Thursday, January 27, 2011

My Mama's Cooking


So who taught you to cook? Your mother, your grandmother, a sister or a friend? Or perhaps you took cooking lessons; maybe you don't know how to cook. "Ridiculous", my Mama would say, "if you can read, you can cook." So listen to my Mama through me and we will cook together, explore some recipes from the past and some new ones I have added to my own collection of easy cooking.

My first experience with cooking was in my Mama's kitchen,where she showed me how to make scrambled eggs at the age of four. I have been making eggs the same way since. I learned to cook by watching my Mama chop, saute and assemble until the aroma filled the kitchen making my mouth water.I loved food as a child and would always ask for seconds or beg for the leftover mashed potatoes from my skinny sister's plate.( I guess that would explain my life long battle with weight.)

Mama prepared the evening meal in our tiny kitchen with flowered wallpaper, she always wore an apron tied at her waist and had a pot of boiling water simmering on the stove. When I was older and asked Mama why she always boiled water every night, she told me a secret passed down from her mother." A pot of boiling water always appears as if supper is in the works," she said. Little did my father know that Mama was still thinking about what she was going to throw together for the evening meal. This little secret passed down from my grandmother, to mother, to me, bailed me out quite a few times when I too, had no clue as to what I was going to make for dinner.

But my love for cooking is a tribute to my Mama who passed away when I was in my early thirties from breast cancer. I wanted to know everything about her recipes and many nights when sitting by her bedside in the final stages of her disease, I would pull out her recipe box and hand written cookbook and ask her questions. Where did the recipe come from? How do I get the yeast to rise? What about the German dishes, where did they come from? Talking with my mother about cooking was a way in which I could somehow get through those hours of emotional pain. "Why all these questions about food?" she asked, somewhat annoyed with me."Do you think I am going somewhere?" These are Mama's recipes and a tribute to her and her love for her family through food.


## Task statement
The line containing "Find the location" marks the start; extract exactly from it through the last line of the entries, and omit any pictures.

[Stored data]
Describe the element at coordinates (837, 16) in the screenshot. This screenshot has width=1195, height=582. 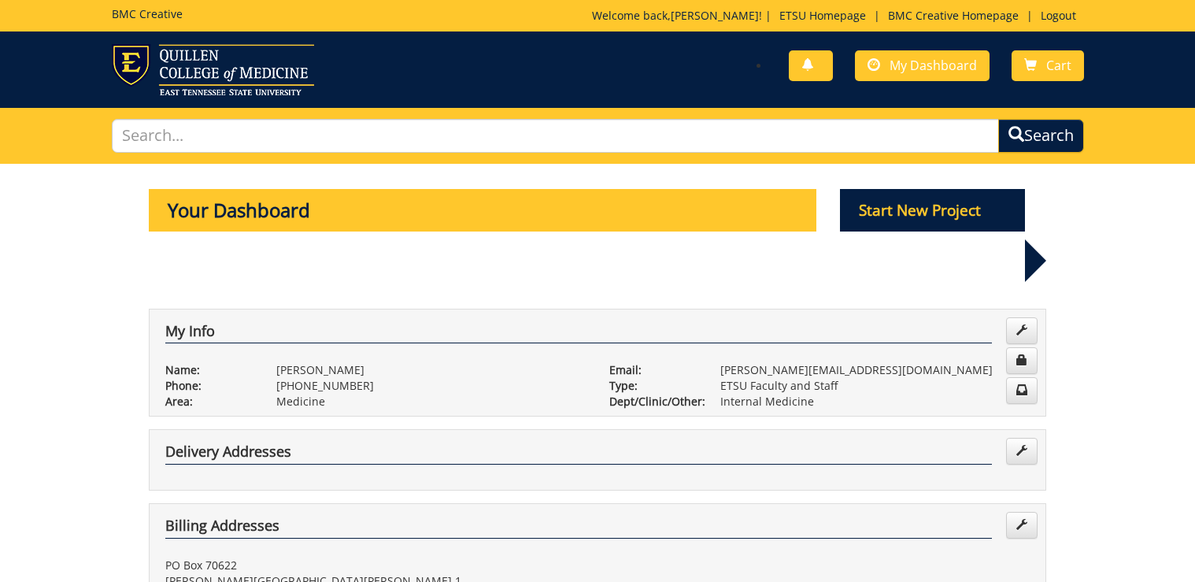
I see `p: Welcome back, ! | | |` at that location.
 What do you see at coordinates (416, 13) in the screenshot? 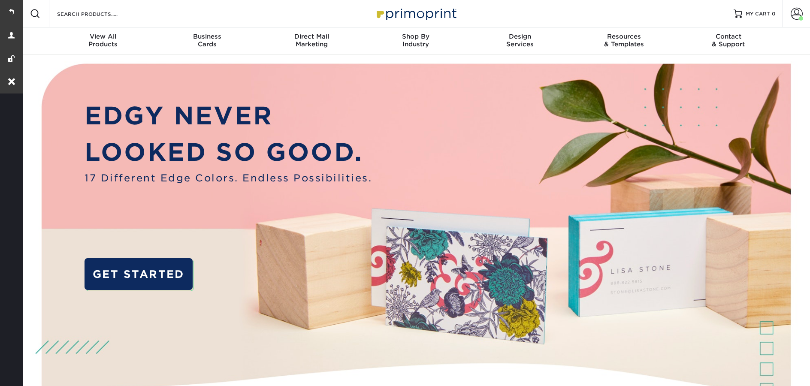
I see `img: Primoprint` at bounding box center [416, 13].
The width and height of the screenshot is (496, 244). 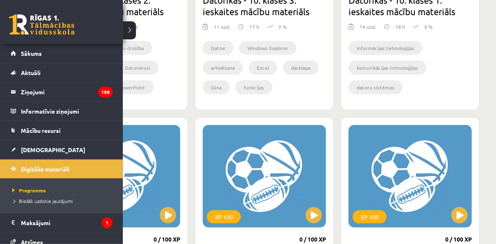 What do you see at coordinates (67, 92) in the screenshot?
I see `legend: Ziņojumi` at bounding box center [67, 92].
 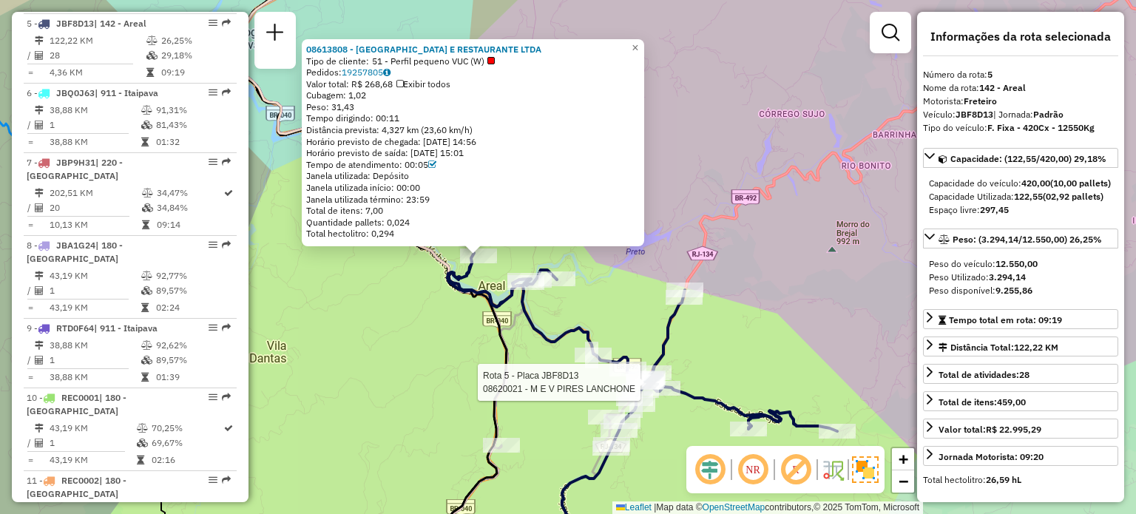 What do you see at coordinates (999, 348) in the screenshot?
I see `div: Distância Total:` at bounding box center [999, 348].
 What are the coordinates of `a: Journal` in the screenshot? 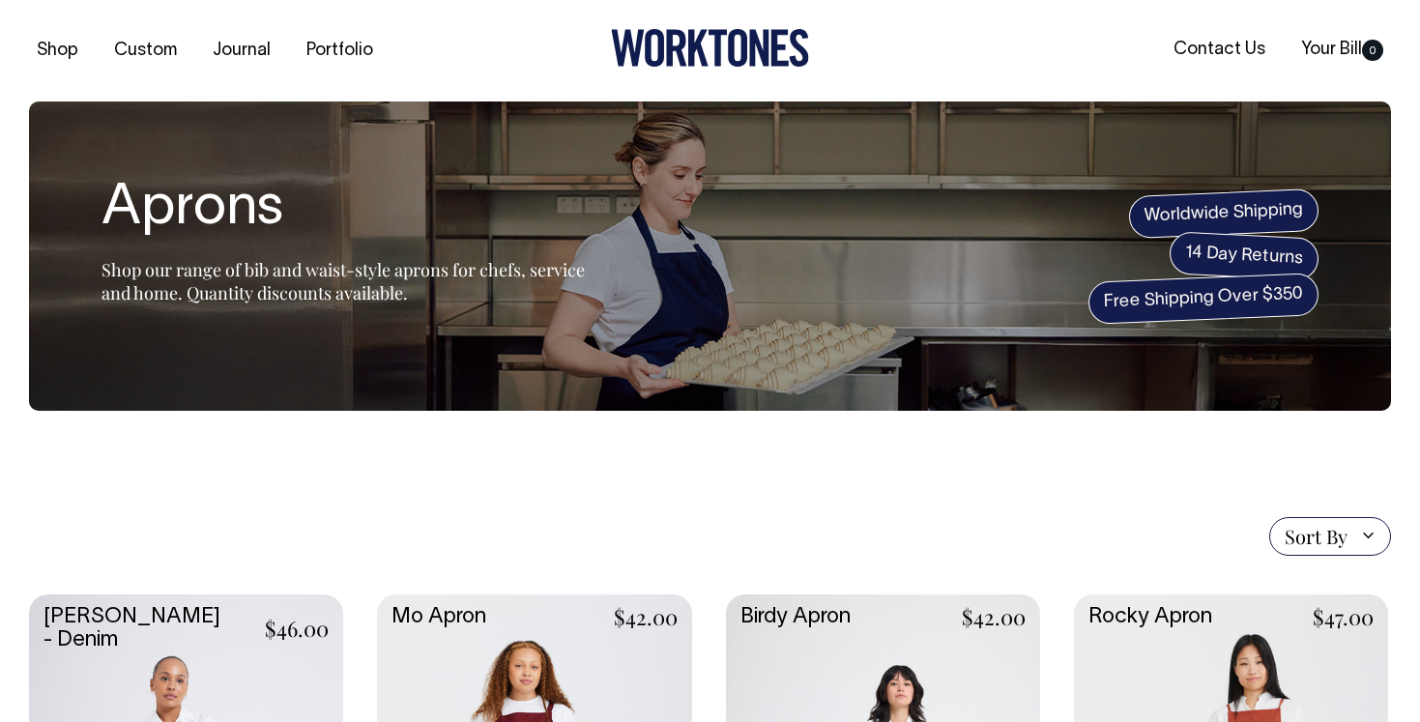 It's located at (242, 50).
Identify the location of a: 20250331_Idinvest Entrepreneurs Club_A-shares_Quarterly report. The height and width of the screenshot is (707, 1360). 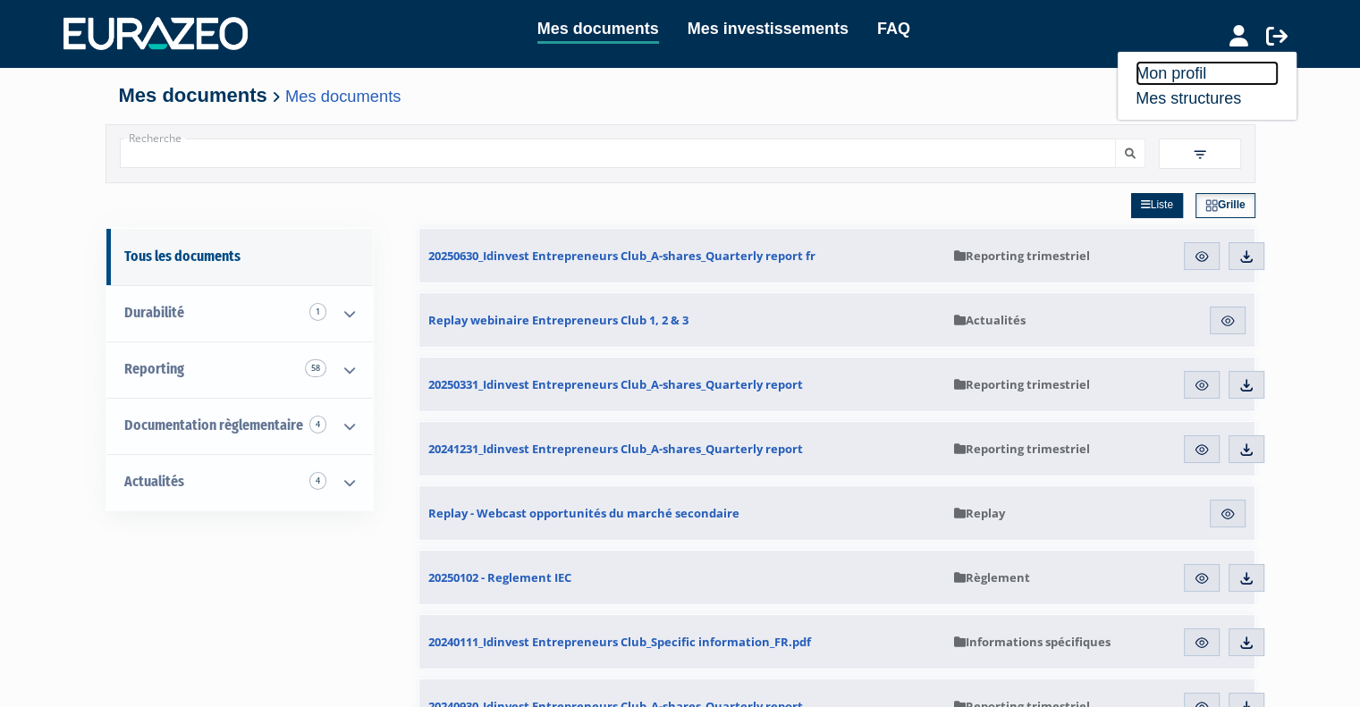
(682, 384).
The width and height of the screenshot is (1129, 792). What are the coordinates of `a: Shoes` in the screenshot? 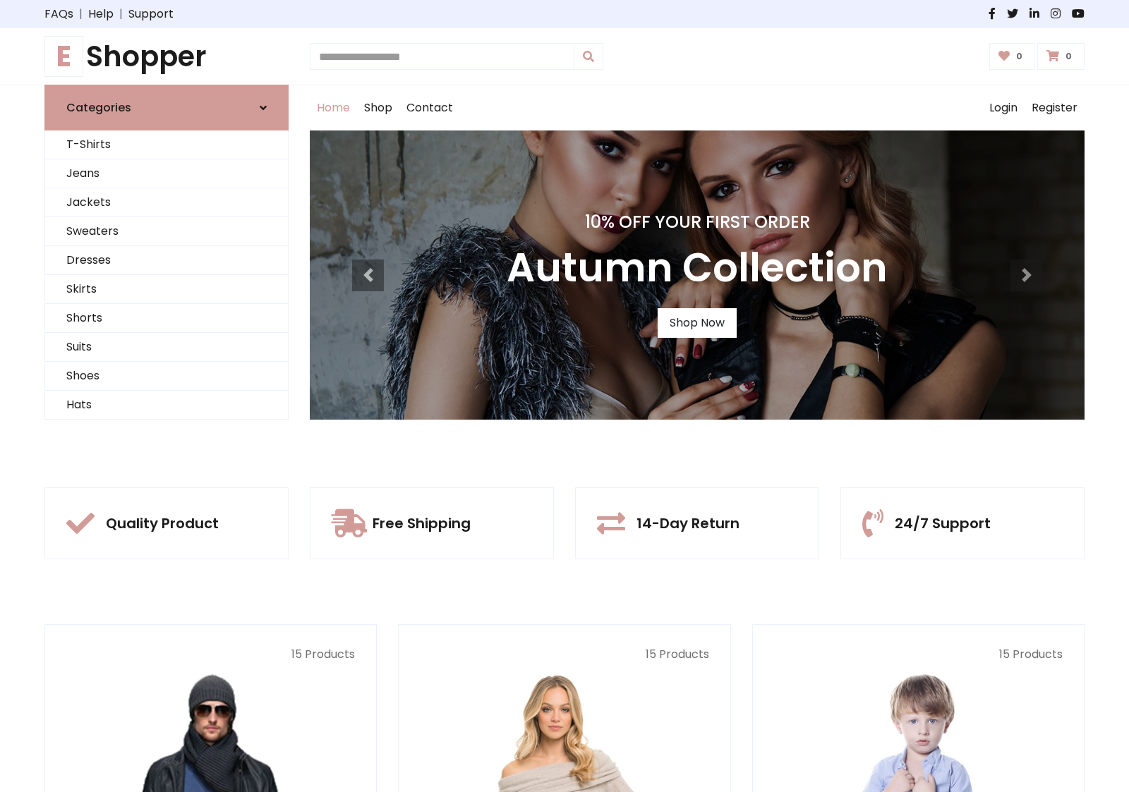 It's located at (167, 376).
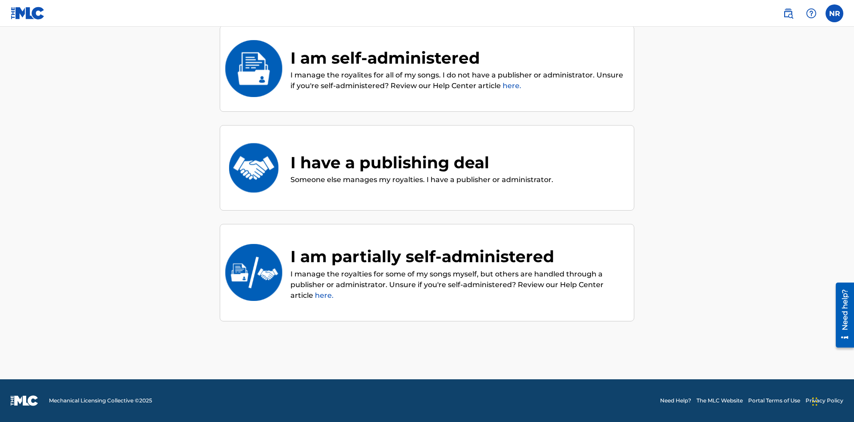 Image resolution: width=854 pixels, height=422 pixels. What do you see at coordinates (835, 13) in the screenshot?
I see `div: User Menu` at bounding box center [835, 13].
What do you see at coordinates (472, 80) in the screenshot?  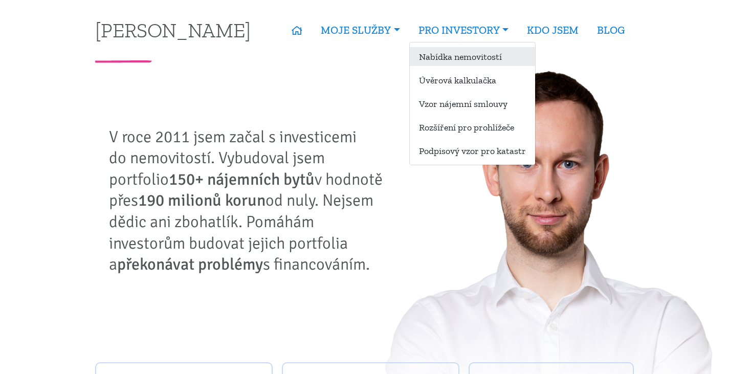 I see `a: Úvěrová kalkulačka` at bounding box center [472, 80].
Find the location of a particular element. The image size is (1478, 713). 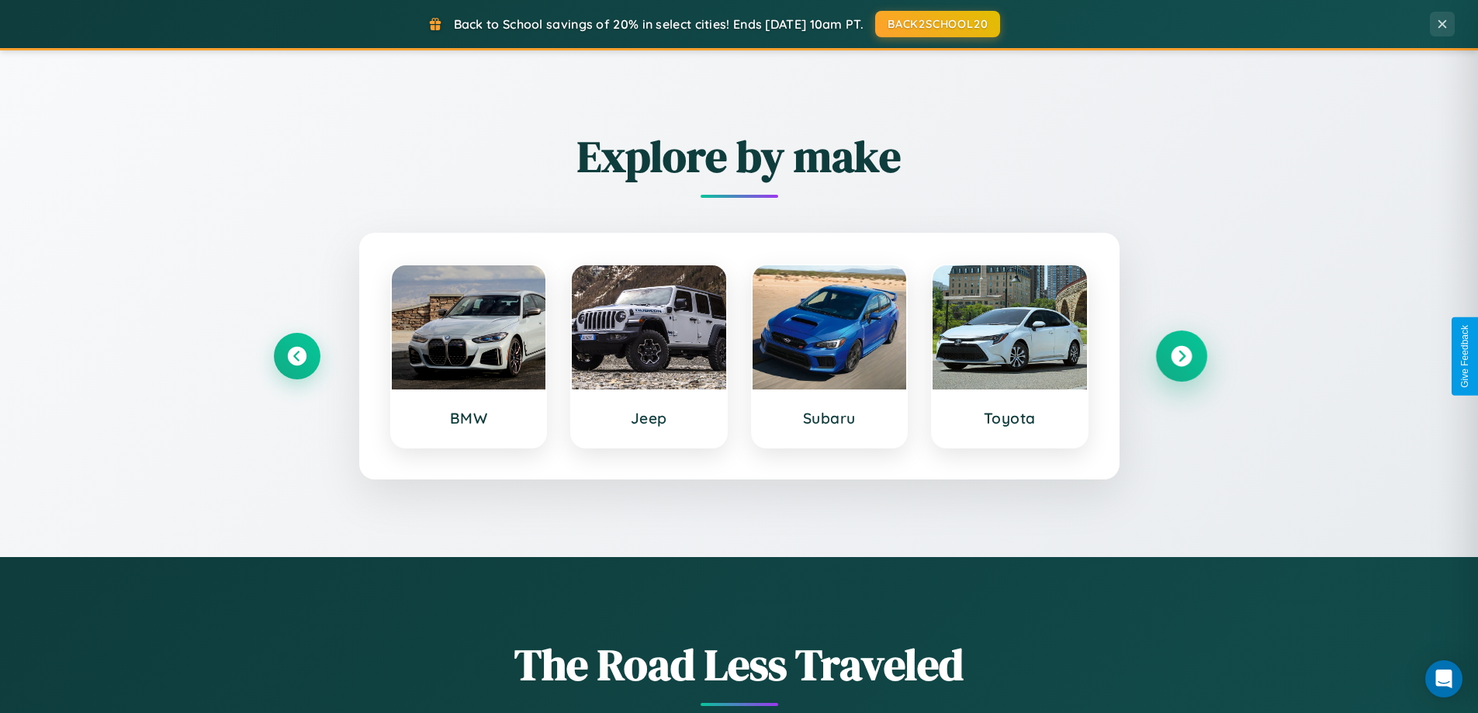

button: BACK2SCHOOL20 is located at coordinates (937, 24).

## The completed task
Find the location of a particular element. The image size is (1478, 713). 

button: BACK2SCHOOL20 is located at coordinates (937, 24).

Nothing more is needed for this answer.